RE: Ask a Catholic
May 18, 2015 at 8:02 pm
(This post was last modified: May 18, 2015 at 8:10 pm by Randy Carson.)
(May 18, 2015 at 7:53 pm)pocaracas Wrote: Ok, how do you compare the current understanding of such fields as history, biology, geology, astronomy, psychology, politics... and physics with the religion's requirement of faith in a relatively powerful entity that could, if it so wished, present itself to every single thinking being on this planet and dispose of faith altogether, thus ending any and all animosity that exists and may come to exist due to divergences of belief?
There is no incompatibility. God created all those things and gave us the intellect with which to study his creation, etc.
However, if God WERE to reveal Himself in the fashion in which you suggest, such a revelation would be coercive.
(May 18, 2015 at 7:55 pm)Huggy74 Wrote: Why Does the Catholic church baptize using a Trinitarian formula (Father, Son, Holy Spirit) when Peter (whom the Catholic church claims to be the first Pope) clearly commanded to be Baptized in the Name of Jesus Christ?
(from the Catholic Bible)
Quote:Acts 2:38
'You must repent,' Peter answered, 'and every one of you must be baptised in the name of Jesus Christ for the forgiveness of your sins, and you will receive the gift of the Holy Spirit.
Paul also
Quote:Acts 19:5
4 Paul said, 'John's baptism was a baptism of repentance; but he insisted that the people should believe in the one who was to come after him -- namely Jesus.'
5 When they heard this, they were baptised in the name of the Lord Jesus
Excellent question. You've had some training in theology? Here's my response:
Baptism in the Name of Jesus Only
"In the name of Jesus" is a type - not a formula. More on that in a moment.
If a police officer shouts to a fleeing bank robber, "Stop in the name of the law!", is he really only specifying the authority of one thing, "the law'? Or is it really the authority of:
1) the specific code of law written by politicians,
2) the police department who enforce the law,
3) the entire criminal justice system
that the officer is asserting? It's all of the above, right?
Catholics have been baptizing using the Trinitarian formula from the earliest days. There is a document of early Christian practices from about 50 AD called the DIDACHE (pronounced did-a-kay) that details how the early Christians baptized:
Quote:"In regard to baptism - baptize thus: After the foregoing instructions, baptize in the name of the Father, and of the Son, and of the Holy Spirit, in living water. If you have no living water, then baptize in other water; and if you are not able in cold, then in warm."
The Didache is not inspired scripture, but it is a key piece of historical evidence about what the Church thought and did in the earliest days.
So why does this verse in Acts say we should be baptizing in Jesus' name and not in the name of the Father, Son and Holy Spirit? It is made to offer a distinction from other baptisms that were occurring during the earliest days of Christianity. There were the baptisms done by followers of John the Baptist, baptisms done in Jewish liturgies, and baptisms done in pagan rituals. Here's a verse speaking of "John's Baptism":
Quote:Acts 19:3
So Paul asked, “Then what baptism did you receive?” “John’s baptism,” they replied.
Paul specifically asks what type of baptism they had received. They had received "John's Baptism"; they had not received the baptism of Jesus.
By proclaiming baptisms be done "in the name of Jesus Christ", the inspired author of Acts was merely attempting to disassociate ourselves from the baptisms done by other sects.
It was not an instruction on how to baptize.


### Prompt:
Restate all of the records below exactly. Do not carry over any image.

* * *

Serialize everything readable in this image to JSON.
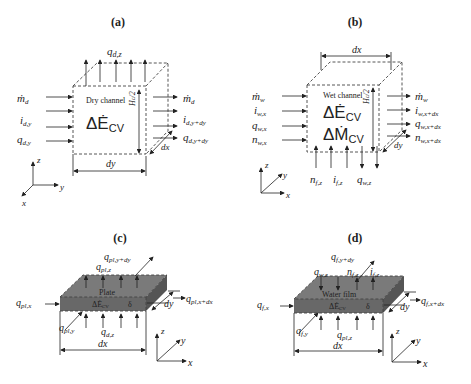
{
  "panels": {
    "a": {
      "label": "(a)",
      "channel": "Dry channel",
      "energy": "ΔĖ",
      "energy_sub": "CV",
      "top_flux": "q",
      "top_flux_sub": "d,z",
      "inlets": [
        {
          "base": "ṁ",
          "sub": "d"
        },
        {
          "base": "i",
          "sub": "d,y"
        },
        {
          "base": "q",
          "sub": "d,y"
        }
      ],
      "outlets": [
        {
          "base": "ṁ",
          "sub": "d"
        },
        {
          "base": "i",
          "sub": "d,y+dy"
        },
        {
          "base": "q",
          "sub": "d,y+dy"
        }
      ],
      "height": "H",
      "height_sub": "c",
      "height_frac": "/2",
      "dim_bottom": "dy",
      "dim_depth": "dx",
      "axes": {
        "up": "z",
        "right": "y",
        "diag": "x"
      }
    },
    "b": {
      "label": "(b)",
      "channel": "Wet channel",
      "energy": "ΔĖ",
      "energy_sub": "CV",
      "mass": "ΔṀ",
      "mass_sub": "CV",
      "inlets": [
        {
          "base": "ṁ",
          "sub": "w"
        },
        {
          "base": "i",
          "sub": "w,x"
        },
        {
          "base": "q",
          "sub": "w,x"
        },
        {
          "base": "n",
          "sub": "w,x"
        }
      ],
      "outlets": [
        {
          "base": "ṁ",
          "sub": "w"
        },
        {
          "base": "i",
          "sub": "w,x+dx"
        },
        {
          "base": "q",
          "sub": "w,x+dx"
        },
        {
          "base": "n",
          "sub": "w,x+dx"
        }
      ],
      "bottom_fluxes": [
        {
          "base": "n",
          "sub": "f,z"
        },
        {
          "base": "i",
          "sub": "f,z"
        },
        {
          "base": "q",
          "sub": "w,z"
        }
      ],
      "height": "H",
      "height_sub": "c",
      "height_frac": "/2",
      "dim_top": "dx",
      "dim_depth": "dy",
      "axes": {
        "up": "z",
        "right": "x",
        "diag": "y"
      }
    },
    "c": {
      "label": "(c)",
      "body": "Plate",
      "energy": "ΔĖ",
      "energy_sub": "CV",
      "thickness": "δ",
      "fluxes": {
        "y_out": {
          "base": "q",
          "sub": "pl,y+dy"
        },
        "z_top": {
          "base": "q",
          "sub": "pl,z"
        },
        "x_in": {
          "base": "q",
          "sub": "pl,x"
        },
        "x_out": {
          "base": "q",
          "sub": "pl,x+dx"
        },
        "y_in": {
          "base": "q",
          "sub": "pl,y"
        },
        "z_bottom": {
          "base": "q",
          "sub": "d,z"
        }
      },
      "dim_bottom": "dx",
      "dim_depth": "dy",
      "axes": {
        "up": "z",
        "right": "x",
        "diag": "y"
      }
    },
    "d": {
      "label": "(d)",
      "body": "Water film",
      "energy": "ΔĖ",
      "energy_sub": "CV",
      "thickness": "δ",
      "fluxes": {
        "y_out": {
          "base": "q",
          "sub": "f,y+dy"
        },
        "z_top_in": {
          "base": "q",
          "sub": "w,z"
        },
        "n_top": {
          "base": "n",
          "sub": "f,z"
        },
        "i_top": {
          "base": "i",
          "sub": "f,z"
        },
        "x_in": {
          "base": "q",
          "sub": "f,x"
        },
        "x_out": {
          "base": "q",
          "sub": "f,x+dx"
        },
        "y_in": {
          "base": "q",
          "sub": "f,y"
        },
        "z_bottom": {
          "base": "q",
          "sub": "pl,z"
        }
      },
      "dim_bottom": "dx",
      "dim_depth": "dy",
      "axes": {
        "up": "z",
        "right": "x",
        "diag": "y"
      }
    }
  },
  "colors": {
    "plate_top": "#7a7a7a",
    "plate_front": "#6a6a6a",
    "plate_side": "#5a5a5a",
    "line": "#222222"
  }
}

* * *

### Answer to the exercise:
Serialize everything readable in this image to JSON.
{
  "panels": {
    "a": {
      "label": "(a)",
      "channel": "Dry channel",
      "energy": "ΔĖ",
      "energy_sub": "CV",
      "top_flux": "q",
      "top_flux_sub": "d,z",
      "inlets": [
        {
          "base": "ṁ",
          "sub": "d"
        },
        {
          "base": "i",
          "sub": "d,y"
        },
        {
          "base": "q",
          "sub": "d,y"
        }
      ],
      "outlets": [
        {
          "base": "ṁ",
          "sub": "d"
        },
        {
          "base": "i",
          "sub": "d,y+dy"
        },
        {
          "base": "q",
          "sub": "d,y+dy"
        }
      ],
      "height": "H",
      "height_sub": "c",
      "height_frac": "/2",
      "dim_bottom": "dy",
      "dim_depth": "dx",
      "axes": {
        "up": "z",
        "right": "y",
        "diag": "x"
      }
    },
    "b": {
      "label": "(b)",
      "channel": "Wet channel",
      "energy": "ΔĖ",
      "energy_sub": "CV",
      "mass": "ΔṀ",
      "mass_sub": "CV",
      "inlets": [
        {
          "base": "ṁ",
          "sub": "w"
        },
        {
          "base": "i",
          "sub": "w,x"
        },
        {
          "base": "q",
          "sub": "w,x"
        },
        {
          "base": "n",
          "sub": "w,x"
        }
      ],
      "outlets": [
        {
          "base": "ṁ",
          "sub": "w"
        },
        {
          "base": "i",
          "sub": "w,x+dx"
        },
        {
          "base": "q",
          "sub": "w,x+dx"
        },
        {
          "base": "n",
          "sub": "w,x+dx"
        }
      ],
      "bottom_fluxes": [
        {
          "base": "n",
          "sub": "f,z"
        },
        {
          "base": "i",
          "sub": "f,z"
        },
        {
          "base": "q",
          "sub": "w,z"
        }
      ],
      "height": "H",
      "height_sub": "c",
      "height_frac": "/2",
      "dim_top": "dx",
      "dim_depth": "dy",
      "axes": {
        "up": "z",
        "right": "x",
        "diag": "y"
      }
    },
    "c": {
      "label": "(c)",
      "body": "Plate",
      "energy": "ΔĖ",
      "energy_sub": "CV",
      "thickness": "δ",
      "fluxes": {
        "y_out": {
          "base": "q",
          "sub": "pl,y+dy"
        },
        "z_top": {
          "base": "q",
          "sub": "pl,z"
        },
        "x_in": {
          "base": "q",
          "sub": "pl,x"
        },
        "x_out": {
          "base": "q",
          "sub": "pl,x+dx"
        },
        "y_in": {
          "base": "q",
          "sub": "pl,y"
        },
        "z_bottom": {
          "base": "q",
          "sub": "d,z"
        }
      },
      "dim_bottom": "dx",
      "dim_depth": "dy",
      "axes": {
        "up": "z",
        "right": "x",
        "diag": "y"
      }
    },
    "d": {
      "label": "(d)",
      "body": "Water film",
      "energy": "ΔĖ",
      "energy_sub": "CV",
      "thickness": "δ",
      "fluxes": {
        "y_out": {
          "base": "q",
          "sub": "f,y+dy"
        },
        "z_top_in": {
          "base": "q",
          "sub": "w,z"
        },
        "n_top": {
          "base": "n",
          "sub": "f,z"
        },
        "i_top": {
          "base": "i",
          "sub": "f,z"
        },
        "x_in": {
          "base": "q",
          "sub": "f,x"
        },
        "x_out": {
          "base": "q",
          "sub": "f,x+dx"
        },
        "y_in": {
          "base": "q",
          "sub": "f,y"
        },
        "z_bottom": {
          "base": "q",
          "sub": "pl,z"
        }
      },
      "dim_bottom": "dx",
      "dim_depth": "dy",
      "axes": {
        "up": "z",
        "right": "x",
        "diag": "y"
      }
    }
  },
  "colors": {
    "plate_top": "#7a7a7a",
    "plate_front": "#6a6a6a",
    "plate_side": "#5a5a5a",
    "line": "#222222"
  }
}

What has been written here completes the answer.